[ocaml-infra] New Git repository in ocaml GitHub org

Gabriel Scherer gabriel.scherer at gmail.com
Wed Jan 25 14:38:20 GMT 2017


The git sub-module is an optimization. The change that is being
discussed is to each changelog entry in a separate file, to reduce
Changes-related merge conflicts. David wrote a script to rebuild a
complete Changelog from an exploded representation (sections are
directories, entries are files).

Several developers have argued that keeping too many small files in
the repository could make it inconvenient to work with on some
OS/filesystem combinations (mostly Windows, I suppose). There can be
several hundred entries per release, so it is not an unreasonable
concern I think.
David's idea is to only keep the small files in the main repository
for the in-development versions, and at release time move them to a
separate repository, so that they are not pulled in by default.
Ideally we want each commit in the main repository to point to a
specific commit in the Changes-repository (the commit of the last
release-time move), so using a submodule makes more sense than a
separate branch -- with a separate branch there would be no link
between the versions in the two branches.

I agree that in general submodules can be a pain to use, but in this
specific case I think that this is not likely to be an issue: most
people would never need to pull the submodule or update it in any way,
it would only need to be manipulated at release time (pull, copy
files, commit, and that's it), which occurs infrequently.

On Wed, Jan 25, 2017 at 3:30 PM, Anil Madhavapeddy <anil at recoil.org> wrote:
> On 25 Jan 2017, at 14:22, Daniel Bünzli <daniel.buenzli at erratique.ch> wrote:
>>
>> On Wednesday, 25 January 2017 at 14:45, David Allsopp wrote:
>>> It is desirable to keep the fragment files, but these add considerable
>>> weight to the main repository (and OCaml sources tarball). I have proposed
>>> in the solution using a Git submodule to store the archived entries.
>>
>> Are you sure about this ? It seems to me that git should be able to handle this without too much problem and it should be easy enough not to include them in the release tarball. I personally had a terrible experience with git submodules (though that was a long time ago) and I wouldn't advise anyone to get into this mess.
>
> Git submodules are indeed surprisingly difficult to use reliably.
> Would storing the fragments in an independent branch be workable?
> Those objects would not add more weight to a checkout of OCaml
> trunk, but still be accessible a checkout away.
>
> (Caveat: I haven't reviewed the rest of your proposal in detail, David,
>  so apologies if this is well-trodden ground).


▸ **ABOUT THIS EXERCISE**: When the word "beda" shows up in a line of the data below, copy that whole line.

▸ **RECORDS FOR THIS EXERCISE**:
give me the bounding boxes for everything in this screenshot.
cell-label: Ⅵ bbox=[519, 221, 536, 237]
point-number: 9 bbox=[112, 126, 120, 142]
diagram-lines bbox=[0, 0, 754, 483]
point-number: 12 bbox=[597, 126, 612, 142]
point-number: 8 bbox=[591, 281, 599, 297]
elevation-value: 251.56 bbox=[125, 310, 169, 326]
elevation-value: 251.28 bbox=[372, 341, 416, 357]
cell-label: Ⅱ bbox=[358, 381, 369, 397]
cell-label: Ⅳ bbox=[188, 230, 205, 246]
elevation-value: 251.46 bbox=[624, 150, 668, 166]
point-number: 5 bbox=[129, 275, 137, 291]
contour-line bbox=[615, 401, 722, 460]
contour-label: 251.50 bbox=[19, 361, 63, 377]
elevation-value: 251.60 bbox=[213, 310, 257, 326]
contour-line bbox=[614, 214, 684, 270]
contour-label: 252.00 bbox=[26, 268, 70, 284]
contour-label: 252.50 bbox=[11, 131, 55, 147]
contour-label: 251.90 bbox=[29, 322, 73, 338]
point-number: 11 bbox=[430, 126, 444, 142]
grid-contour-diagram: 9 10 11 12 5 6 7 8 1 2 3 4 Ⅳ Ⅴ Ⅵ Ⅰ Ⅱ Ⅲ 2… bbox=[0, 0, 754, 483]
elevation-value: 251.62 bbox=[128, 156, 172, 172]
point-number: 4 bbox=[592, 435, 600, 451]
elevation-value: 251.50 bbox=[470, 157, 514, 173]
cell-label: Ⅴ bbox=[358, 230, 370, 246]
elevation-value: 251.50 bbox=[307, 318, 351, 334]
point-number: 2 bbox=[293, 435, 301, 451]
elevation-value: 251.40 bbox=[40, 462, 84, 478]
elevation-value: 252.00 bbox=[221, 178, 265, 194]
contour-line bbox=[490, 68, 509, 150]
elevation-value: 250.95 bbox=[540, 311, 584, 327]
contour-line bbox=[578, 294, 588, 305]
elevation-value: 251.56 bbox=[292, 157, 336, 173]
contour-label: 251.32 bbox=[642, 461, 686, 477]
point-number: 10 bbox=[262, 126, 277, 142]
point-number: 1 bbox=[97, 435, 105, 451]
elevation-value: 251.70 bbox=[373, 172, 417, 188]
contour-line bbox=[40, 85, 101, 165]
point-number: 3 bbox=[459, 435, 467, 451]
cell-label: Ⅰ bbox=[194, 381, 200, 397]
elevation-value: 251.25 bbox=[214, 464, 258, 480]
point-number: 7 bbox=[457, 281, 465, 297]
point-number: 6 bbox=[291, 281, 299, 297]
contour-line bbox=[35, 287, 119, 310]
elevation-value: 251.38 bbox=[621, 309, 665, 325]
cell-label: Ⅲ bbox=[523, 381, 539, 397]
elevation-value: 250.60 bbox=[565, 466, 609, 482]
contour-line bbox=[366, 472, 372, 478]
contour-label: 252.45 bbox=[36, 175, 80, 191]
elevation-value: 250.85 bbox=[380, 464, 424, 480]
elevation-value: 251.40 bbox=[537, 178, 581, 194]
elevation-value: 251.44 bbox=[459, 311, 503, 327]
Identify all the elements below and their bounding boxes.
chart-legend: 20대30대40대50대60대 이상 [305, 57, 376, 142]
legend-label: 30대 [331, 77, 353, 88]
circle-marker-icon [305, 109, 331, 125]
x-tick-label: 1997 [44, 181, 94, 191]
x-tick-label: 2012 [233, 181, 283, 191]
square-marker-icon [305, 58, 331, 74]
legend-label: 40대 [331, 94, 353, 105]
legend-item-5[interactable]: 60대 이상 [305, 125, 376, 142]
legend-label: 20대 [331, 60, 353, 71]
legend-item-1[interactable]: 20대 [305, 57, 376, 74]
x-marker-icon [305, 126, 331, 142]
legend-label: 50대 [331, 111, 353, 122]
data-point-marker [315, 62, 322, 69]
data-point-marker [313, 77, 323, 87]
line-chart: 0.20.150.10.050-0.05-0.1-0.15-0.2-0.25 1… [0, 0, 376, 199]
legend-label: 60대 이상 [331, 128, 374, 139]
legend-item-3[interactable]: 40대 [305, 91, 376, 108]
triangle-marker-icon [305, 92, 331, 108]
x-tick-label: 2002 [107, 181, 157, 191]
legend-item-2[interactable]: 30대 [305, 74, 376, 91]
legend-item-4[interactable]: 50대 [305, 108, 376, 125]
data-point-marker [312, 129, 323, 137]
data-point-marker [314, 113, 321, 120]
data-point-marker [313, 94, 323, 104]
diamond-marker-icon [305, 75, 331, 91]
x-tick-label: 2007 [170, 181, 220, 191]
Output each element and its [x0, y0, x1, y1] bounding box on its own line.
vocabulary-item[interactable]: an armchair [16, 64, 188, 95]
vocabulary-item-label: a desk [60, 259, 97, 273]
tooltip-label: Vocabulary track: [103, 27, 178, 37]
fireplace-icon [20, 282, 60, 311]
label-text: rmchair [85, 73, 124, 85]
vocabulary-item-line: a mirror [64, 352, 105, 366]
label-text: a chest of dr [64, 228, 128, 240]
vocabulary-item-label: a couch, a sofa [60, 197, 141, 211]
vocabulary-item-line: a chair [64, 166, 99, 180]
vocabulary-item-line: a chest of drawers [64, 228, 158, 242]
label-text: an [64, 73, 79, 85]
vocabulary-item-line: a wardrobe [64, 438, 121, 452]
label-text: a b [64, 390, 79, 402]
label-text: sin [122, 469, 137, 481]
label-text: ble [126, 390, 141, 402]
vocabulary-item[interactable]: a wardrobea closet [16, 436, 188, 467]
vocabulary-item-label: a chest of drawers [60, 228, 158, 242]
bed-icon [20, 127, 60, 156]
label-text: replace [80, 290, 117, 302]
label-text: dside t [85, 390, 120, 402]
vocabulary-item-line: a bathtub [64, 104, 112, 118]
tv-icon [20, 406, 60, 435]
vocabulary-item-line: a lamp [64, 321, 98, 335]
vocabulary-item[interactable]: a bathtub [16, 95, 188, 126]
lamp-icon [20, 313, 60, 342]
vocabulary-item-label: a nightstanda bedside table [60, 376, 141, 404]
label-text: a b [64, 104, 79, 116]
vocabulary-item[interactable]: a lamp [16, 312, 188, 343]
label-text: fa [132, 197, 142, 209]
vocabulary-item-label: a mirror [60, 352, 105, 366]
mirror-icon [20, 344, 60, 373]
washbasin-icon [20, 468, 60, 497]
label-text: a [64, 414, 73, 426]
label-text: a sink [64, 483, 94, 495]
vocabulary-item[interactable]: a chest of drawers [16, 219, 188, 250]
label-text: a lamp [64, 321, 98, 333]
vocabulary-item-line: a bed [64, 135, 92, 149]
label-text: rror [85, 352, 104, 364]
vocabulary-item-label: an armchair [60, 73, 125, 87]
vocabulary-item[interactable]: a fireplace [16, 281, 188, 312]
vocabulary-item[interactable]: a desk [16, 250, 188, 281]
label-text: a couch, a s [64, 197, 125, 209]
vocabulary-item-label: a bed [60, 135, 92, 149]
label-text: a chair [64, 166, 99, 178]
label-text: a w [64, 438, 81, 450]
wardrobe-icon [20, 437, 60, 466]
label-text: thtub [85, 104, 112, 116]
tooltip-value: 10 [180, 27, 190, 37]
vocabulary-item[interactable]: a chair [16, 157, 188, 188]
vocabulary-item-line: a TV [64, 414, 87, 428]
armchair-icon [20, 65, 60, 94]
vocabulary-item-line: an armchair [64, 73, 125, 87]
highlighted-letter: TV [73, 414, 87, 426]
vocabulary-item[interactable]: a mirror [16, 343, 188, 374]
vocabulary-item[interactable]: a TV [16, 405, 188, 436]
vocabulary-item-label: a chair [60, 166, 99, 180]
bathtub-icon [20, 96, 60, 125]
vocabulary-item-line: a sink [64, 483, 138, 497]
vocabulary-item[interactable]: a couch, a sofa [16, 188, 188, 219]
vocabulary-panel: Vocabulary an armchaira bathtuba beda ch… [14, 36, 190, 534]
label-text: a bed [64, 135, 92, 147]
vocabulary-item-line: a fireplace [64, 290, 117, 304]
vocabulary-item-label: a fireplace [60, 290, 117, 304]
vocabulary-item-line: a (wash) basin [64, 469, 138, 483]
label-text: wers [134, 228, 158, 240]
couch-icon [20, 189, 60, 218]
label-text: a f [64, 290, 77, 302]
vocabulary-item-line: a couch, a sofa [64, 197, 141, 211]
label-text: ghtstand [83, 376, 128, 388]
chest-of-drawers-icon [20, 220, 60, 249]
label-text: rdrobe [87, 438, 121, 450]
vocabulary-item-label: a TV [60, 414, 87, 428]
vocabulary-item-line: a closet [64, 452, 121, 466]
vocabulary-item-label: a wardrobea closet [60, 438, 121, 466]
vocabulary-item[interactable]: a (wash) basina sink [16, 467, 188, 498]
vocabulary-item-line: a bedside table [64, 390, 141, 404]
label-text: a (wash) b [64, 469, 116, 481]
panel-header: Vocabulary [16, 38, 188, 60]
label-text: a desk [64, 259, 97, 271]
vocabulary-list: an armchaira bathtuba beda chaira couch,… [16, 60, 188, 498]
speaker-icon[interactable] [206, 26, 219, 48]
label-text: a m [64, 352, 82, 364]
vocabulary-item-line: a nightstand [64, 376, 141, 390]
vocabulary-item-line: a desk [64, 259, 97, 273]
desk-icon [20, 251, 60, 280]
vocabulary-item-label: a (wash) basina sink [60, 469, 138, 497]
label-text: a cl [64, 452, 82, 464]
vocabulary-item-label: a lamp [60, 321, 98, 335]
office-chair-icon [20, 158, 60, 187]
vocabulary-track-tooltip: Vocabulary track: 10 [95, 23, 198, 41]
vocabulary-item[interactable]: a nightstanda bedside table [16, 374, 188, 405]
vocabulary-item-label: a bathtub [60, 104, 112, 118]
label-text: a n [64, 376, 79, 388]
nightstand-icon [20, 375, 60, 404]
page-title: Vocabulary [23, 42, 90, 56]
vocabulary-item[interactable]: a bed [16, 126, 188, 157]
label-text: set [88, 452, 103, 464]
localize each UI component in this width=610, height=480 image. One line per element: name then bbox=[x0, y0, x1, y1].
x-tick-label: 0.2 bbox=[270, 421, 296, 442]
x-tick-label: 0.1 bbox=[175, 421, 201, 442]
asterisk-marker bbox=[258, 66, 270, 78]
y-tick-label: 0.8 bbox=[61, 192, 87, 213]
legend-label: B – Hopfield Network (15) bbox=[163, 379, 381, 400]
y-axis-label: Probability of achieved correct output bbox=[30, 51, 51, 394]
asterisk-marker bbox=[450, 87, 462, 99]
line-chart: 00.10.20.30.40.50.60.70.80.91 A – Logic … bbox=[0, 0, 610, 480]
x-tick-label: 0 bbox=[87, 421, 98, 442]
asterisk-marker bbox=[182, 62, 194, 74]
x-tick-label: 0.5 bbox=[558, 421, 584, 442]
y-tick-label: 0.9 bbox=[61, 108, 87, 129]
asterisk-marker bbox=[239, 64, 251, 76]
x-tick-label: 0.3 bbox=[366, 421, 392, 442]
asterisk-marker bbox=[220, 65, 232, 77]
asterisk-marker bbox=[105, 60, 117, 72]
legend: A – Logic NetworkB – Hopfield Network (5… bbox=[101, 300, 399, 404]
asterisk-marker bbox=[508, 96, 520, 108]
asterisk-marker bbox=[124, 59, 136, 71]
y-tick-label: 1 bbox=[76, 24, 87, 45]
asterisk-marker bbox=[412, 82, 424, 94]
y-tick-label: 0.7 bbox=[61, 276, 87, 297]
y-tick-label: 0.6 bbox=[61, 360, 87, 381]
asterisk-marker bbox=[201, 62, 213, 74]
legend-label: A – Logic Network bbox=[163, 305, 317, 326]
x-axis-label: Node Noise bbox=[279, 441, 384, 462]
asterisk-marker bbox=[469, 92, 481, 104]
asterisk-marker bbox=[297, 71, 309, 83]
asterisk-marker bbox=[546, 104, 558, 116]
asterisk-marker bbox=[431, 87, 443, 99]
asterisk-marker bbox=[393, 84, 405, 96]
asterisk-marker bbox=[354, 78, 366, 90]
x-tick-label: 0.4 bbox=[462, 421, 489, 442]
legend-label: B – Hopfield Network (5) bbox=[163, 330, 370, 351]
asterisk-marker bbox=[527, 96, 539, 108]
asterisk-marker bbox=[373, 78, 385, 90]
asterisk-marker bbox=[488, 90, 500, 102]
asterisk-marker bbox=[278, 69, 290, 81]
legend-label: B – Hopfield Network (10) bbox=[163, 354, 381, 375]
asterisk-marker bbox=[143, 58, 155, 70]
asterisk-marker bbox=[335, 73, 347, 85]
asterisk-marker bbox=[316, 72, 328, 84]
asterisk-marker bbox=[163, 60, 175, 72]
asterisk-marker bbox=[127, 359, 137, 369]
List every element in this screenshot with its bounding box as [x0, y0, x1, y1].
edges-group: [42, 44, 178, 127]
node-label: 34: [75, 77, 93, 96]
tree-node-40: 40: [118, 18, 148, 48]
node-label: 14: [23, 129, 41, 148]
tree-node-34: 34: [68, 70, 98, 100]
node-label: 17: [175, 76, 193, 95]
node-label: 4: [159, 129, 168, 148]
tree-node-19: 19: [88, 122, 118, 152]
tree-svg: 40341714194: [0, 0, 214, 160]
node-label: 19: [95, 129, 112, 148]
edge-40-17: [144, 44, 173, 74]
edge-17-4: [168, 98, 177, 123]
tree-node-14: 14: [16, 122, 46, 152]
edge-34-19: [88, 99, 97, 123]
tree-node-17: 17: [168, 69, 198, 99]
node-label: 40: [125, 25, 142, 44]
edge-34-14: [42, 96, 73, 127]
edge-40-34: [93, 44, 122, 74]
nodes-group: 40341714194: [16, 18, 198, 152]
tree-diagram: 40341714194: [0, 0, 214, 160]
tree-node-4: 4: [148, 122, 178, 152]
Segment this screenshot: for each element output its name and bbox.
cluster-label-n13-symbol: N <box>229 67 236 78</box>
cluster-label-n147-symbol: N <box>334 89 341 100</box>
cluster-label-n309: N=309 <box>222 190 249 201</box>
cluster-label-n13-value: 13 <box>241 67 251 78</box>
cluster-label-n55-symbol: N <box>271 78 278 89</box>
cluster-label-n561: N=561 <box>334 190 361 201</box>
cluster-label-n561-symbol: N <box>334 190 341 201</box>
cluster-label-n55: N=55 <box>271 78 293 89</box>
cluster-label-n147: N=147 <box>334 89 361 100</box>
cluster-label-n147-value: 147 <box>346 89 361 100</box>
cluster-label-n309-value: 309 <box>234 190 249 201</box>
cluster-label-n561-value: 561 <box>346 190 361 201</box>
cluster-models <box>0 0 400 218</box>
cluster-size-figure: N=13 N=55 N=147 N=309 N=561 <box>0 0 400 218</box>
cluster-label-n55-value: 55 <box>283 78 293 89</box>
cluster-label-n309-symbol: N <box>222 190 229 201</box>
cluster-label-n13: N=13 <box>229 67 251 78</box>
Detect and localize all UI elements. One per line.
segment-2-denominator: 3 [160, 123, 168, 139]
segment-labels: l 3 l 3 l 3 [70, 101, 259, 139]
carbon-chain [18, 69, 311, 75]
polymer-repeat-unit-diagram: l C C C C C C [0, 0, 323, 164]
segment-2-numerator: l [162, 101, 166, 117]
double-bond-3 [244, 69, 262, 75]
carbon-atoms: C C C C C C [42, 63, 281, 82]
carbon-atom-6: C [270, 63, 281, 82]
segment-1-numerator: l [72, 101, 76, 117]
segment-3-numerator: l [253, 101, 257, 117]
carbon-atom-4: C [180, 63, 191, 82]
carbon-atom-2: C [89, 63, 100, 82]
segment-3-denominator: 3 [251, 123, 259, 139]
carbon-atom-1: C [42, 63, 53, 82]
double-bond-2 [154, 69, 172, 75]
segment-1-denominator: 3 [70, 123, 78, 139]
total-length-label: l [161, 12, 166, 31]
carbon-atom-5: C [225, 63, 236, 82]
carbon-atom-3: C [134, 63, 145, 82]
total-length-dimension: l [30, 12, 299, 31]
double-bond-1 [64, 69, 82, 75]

▸ **SOLUTION TO THIS PROBLEM**:
vocabulary-panel: Vocabulary an armchaira bathtuba beda ch… [14, 36, 190, 534]
vocabulary-list: an armchaira bathtuba beda chaira couch,… [16, 60, 188, 498]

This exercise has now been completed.